Gorsuch was pressed by Sen. Dick Durbin (D-IL) on a letter by one of Gorsuch’s former students to the Senate Judiciary Committee which emerged over the weekend.

“Did you ask your students in class that day to raise their hands if they knew of a woman who had taken maternity benefits from a company and then left the company after having a baby?” Sen. Dick Durbin (D-IL) asked Gorsuch during his confirmation hearing.

“No, Senator, and I’d be delighted to actually clear this up,” Gorsuch replied. “The first I heard of this was the night before my confirmation hearing.”

Gorsuch said on Tuesday that an ethics hypothetical involving maternity leave was contained in a “standard textbook” he used while teaching legal ethics at the University of Colorado. He offered to share a copy of the text and the teacher’s manual with Durbin.

He said that the textbook contains a question “directed to young women” lawyers about a situation they may face as interviewees.

“The problem is this. Suppose an older partner woman at the firm that you’re interviewing at asks you if you intend to become pregnant soon. What are your choices as a young person?” Gorsuch said.
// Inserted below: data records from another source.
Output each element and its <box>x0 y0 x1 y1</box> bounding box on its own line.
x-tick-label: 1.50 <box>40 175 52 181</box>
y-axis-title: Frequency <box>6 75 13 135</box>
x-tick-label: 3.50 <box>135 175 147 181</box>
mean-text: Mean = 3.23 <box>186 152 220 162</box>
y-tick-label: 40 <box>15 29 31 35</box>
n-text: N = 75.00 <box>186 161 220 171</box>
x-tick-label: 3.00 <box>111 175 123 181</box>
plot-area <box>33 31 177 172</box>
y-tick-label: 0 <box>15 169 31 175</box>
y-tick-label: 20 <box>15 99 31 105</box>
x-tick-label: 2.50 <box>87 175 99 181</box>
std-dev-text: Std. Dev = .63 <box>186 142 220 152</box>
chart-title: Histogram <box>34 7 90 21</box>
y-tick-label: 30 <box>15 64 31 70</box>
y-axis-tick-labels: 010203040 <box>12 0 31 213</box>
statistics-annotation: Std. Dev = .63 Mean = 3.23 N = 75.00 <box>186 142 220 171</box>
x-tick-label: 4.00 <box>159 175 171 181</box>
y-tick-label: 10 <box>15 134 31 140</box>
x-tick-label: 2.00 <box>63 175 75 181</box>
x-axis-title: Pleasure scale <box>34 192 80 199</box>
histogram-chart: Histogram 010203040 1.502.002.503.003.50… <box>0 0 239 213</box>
Gorsuch said that he and his students discussed “the pros and the cons in a Socratic dialogue that they can think through for themselves how they might answer that very difficult question.”

“I do ask for a show of hands not about the question you asked, but about the following question, and I ask it of everybody: How many of you have had questions like this asked of you in the employment environment? An inappropriate question about your family planning?” Gorsuch said.

He said that he is “shocked every year” by the number of women who raise their hands in answer to the question.

“It’s disturbing to me. I knew this stuff happened when my mom was a young practicing lawyer, graduating law school in the 1960s. At age 20 she had to wait for a year to take the bar. I knew it happened with Justice O’Connor, couldn’t get a job as a lawyer when she graduated Stanford Law School and had to work as a secretary,” Gorsuch said, referring to retired Supreme Court Justice Sandra Day O’Connor. “I am shocked it still happens every year that I get women, not men, raising their hand to that question. Thank you for the opportunity to clarify that.”